How Glinto's Analytics Pixel Stays Under 2KB
The engineering techniques behind the world’s smallest production analytics script: preconnect hints, beacon API, and zero dependencies.
Web performance is a zero-sum game. Every kilobyte of JavaScript you add to a page is a kilobyte that delays interactivity, consumes battery on mobile devices, and competes with your actual content for network bandwidth. The average analytics script from a mainstream provider is now over 50 KB compressed. Some exceed 100 KB when you include the consent management wrapper. For a tool whose sole purpose is to count page views, that is absurd.
The Glinto analytics pixel is 1.8 KB, including the inline loader and the event payload. It loads in a single request, executes in under 5 ms on a mid-range phone, and has zero external dependencies. Here is how we got there.
One File, One Purpose
Most analytics scripts are modular. They load a core library, then dynamically import plugins for heatmaps, session replay, conversion tracking, A/B testing, and advertising integrations. Each plugin adds weight, and the loading strategy itself — usually a chain of document.createElement('script') calls — introduces latency and failure points.
Glinto does one thing: it sends an event to our edge collector. There are no plugins, no extensions, no optional modules. The entire script is a single inline function that constructs a payload and fires it via the Beacon API. If you want heatmaps or funnel analysis, you use a different tool. We are comfortable with that trade-off because it keeps the pixel tiny and predictable.
The Beacon API Over Fetch
Modern analytics scripts often use fetch() with keepalive: true to send data. That works, but it requires constructing a Request object, handling promise resolution, and sometimes polyfilling for older browsers. The Beacon API — navigator.sendBeacon() — is purpose-built for fire-and-forget analytics. It runs asynchronously, does not block the unload event, and is supported by every browser released since 2016.
Our pixel uses Beacon exclusively. The call is a single line: navigator.sendBeacon(url, payload). No headers to configure, no CORS preflight to worry about, no promise chain to manage. The payload is a tiny JSON blob — typically under 200 bytes — containing the page URL, referrer, and a few coarse-grained environment flags.
Preconnect and DNS-Prefetch Hints
Even a 1.8 KB script can feel slow if the browser has to resolve a new domain and establish a TLS connection before downloading it. We recommend that customers add two link tags to their HTML <head>:
<link rel="dns-prefetch" href="//p.glinto.eu">
<link rel="preconnect" href="//p.glinto.eu" crossorigin>
These hints tell the browser to resolve our pixel domain and warm up the TLS handshake before the script is even referenced. In practice, this reduces the effective load time of the pixel to the network round-trip plus the script execution — usually under 20 ms on a decent connection.
No Frameworks, No Build Step for the Pixel
The pixel is written in plain JavaScript. There is no TypeScript, no bundler, no minifier pipeline beyond a single pass with Terser. We do not transpile for IE11. We do not ship polyfills. The code is simple enough that we can verify its correctness by reading it.
This is a deliberate cultural choice. In an industry obsessed with developer ergonomics, we optimise for user ergonomics. The developer’s comfort is irrelevant if the user pays the cost in milliseconds and megabytes.
Compression and Caching
The 1.8 KB figure is the Brotli-compressed size delivered over the wire. Cloudflare’s edge automatically applies Brotli or gzip depending on the client’s Accept-Encoding header. The script is served with a far-future cache header — Cache-Control: public, max-age=31536000, immutable — because the URL includes a content hash. Once downloaded, the pixel never needs to be fetched again for that visitor.
Measuring the Impact
We run synthetic performance tests on the top 1,000 Glinto customer sites every day. The median Total Blocking Time contribution from the Glinto pixel is 0 ms. The median Largest Contentful Paint delta compared to a control without the pixel is indistinguishable from noise. On slow 3G connections, the pixel adds less than 50 ms to the page load timeline. These are not marketing claims — they are reproducible measurements, and we publish the methodology in our public performance repository.
Small is not just a feature. It is a philosophy. Every byte we refuse to ship is a byte that belongs to our customers’ content. That is the respect we think analytics owes the web.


The reply must consist of one number: how many lines of the data include the word "gridline".
───── Material provided ─────
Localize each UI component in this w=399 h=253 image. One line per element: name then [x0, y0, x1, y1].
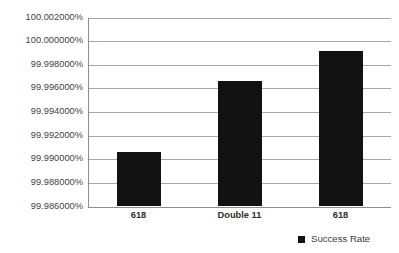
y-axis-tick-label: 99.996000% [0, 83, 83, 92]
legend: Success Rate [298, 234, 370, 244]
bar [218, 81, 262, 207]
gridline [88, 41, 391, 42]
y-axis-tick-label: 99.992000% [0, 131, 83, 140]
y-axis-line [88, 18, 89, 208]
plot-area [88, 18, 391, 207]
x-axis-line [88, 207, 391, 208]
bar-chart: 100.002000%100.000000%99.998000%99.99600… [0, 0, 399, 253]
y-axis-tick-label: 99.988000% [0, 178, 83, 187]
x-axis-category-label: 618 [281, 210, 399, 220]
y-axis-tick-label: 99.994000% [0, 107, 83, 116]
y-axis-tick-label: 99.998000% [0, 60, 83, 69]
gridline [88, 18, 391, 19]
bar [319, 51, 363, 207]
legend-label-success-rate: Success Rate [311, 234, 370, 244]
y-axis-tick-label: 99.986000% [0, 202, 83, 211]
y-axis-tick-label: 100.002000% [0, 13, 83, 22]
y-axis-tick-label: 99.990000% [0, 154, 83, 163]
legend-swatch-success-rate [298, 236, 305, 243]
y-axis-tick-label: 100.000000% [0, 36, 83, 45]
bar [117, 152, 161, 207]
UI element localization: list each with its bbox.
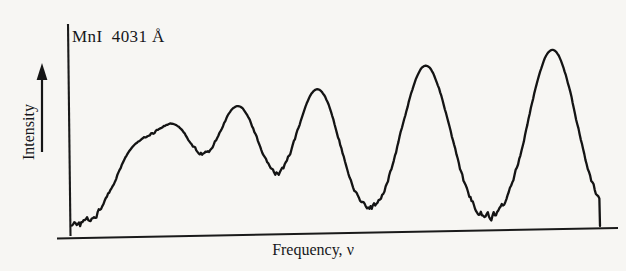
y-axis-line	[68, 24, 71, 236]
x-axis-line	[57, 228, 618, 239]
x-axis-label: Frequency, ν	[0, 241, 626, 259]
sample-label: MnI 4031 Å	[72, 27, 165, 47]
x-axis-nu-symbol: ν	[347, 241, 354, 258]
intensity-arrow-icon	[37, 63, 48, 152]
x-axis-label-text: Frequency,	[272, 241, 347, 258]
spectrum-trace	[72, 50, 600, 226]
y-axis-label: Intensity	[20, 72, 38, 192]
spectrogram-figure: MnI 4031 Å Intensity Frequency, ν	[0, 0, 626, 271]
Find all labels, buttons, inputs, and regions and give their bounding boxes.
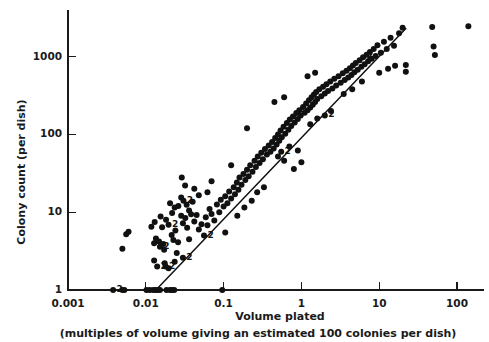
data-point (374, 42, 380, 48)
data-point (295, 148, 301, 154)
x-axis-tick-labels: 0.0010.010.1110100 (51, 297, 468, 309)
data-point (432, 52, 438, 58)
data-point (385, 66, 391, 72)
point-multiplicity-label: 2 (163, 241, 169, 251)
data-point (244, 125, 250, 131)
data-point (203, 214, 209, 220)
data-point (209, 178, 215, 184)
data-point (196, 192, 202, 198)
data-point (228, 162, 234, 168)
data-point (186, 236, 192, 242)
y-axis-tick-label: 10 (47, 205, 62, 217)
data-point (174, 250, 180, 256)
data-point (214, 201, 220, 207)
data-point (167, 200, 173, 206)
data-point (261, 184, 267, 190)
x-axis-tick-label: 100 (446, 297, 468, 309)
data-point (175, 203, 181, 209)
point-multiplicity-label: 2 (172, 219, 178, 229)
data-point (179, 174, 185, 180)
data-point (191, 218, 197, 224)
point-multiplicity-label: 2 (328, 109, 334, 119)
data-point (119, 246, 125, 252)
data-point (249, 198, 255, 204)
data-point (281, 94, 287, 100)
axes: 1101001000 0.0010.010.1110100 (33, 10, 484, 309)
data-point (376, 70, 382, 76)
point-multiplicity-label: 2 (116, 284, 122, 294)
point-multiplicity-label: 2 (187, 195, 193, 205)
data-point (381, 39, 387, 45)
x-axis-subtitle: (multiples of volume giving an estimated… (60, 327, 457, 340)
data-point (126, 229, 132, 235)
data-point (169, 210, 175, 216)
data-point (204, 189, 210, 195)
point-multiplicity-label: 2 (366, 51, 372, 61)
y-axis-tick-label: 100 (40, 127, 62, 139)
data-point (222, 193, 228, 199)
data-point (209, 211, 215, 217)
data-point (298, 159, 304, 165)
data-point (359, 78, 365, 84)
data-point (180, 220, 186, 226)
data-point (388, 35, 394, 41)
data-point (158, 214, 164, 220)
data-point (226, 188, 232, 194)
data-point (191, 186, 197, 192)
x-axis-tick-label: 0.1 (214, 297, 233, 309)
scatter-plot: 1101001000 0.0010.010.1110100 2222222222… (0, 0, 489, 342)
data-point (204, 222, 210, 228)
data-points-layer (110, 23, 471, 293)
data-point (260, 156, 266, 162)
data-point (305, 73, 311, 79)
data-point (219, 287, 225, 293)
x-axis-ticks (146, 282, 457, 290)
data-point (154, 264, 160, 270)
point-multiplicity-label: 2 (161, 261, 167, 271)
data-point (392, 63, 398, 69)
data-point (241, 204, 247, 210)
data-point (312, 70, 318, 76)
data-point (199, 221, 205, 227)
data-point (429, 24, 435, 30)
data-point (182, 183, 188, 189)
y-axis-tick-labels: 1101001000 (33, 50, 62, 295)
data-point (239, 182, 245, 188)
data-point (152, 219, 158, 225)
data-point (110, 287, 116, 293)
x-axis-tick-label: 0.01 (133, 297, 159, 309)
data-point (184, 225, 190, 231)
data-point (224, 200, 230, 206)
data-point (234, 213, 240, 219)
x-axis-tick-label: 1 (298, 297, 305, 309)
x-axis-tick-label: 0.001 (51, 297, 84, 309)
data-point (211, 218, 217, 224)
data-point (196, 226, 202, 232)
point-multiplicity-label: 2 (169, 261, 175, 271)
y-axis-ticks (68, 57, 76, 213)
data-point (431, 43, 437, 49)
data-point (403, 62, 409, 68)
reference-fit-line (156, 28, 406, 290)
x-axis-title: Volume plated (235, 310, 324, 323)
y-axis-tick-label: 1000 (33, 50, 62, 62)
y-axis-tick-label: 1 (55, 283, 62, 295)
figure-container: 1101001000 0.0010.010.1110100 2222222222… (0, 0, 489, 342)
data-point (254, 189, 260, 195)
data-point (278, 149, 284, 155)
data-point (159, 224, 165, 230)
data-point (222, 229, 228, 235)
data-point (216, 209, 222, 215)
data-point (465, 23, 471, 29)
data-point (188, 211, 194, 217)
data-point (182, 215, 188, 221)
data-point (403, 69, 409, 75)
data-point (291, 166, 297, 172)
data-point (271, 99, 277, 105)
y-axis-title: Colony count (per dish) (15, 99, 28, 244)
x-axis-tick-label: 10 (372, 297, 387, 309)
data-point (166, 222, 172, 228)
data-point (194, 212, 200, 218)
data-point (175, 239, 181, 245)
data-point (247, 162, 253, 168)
─────
Response below: 2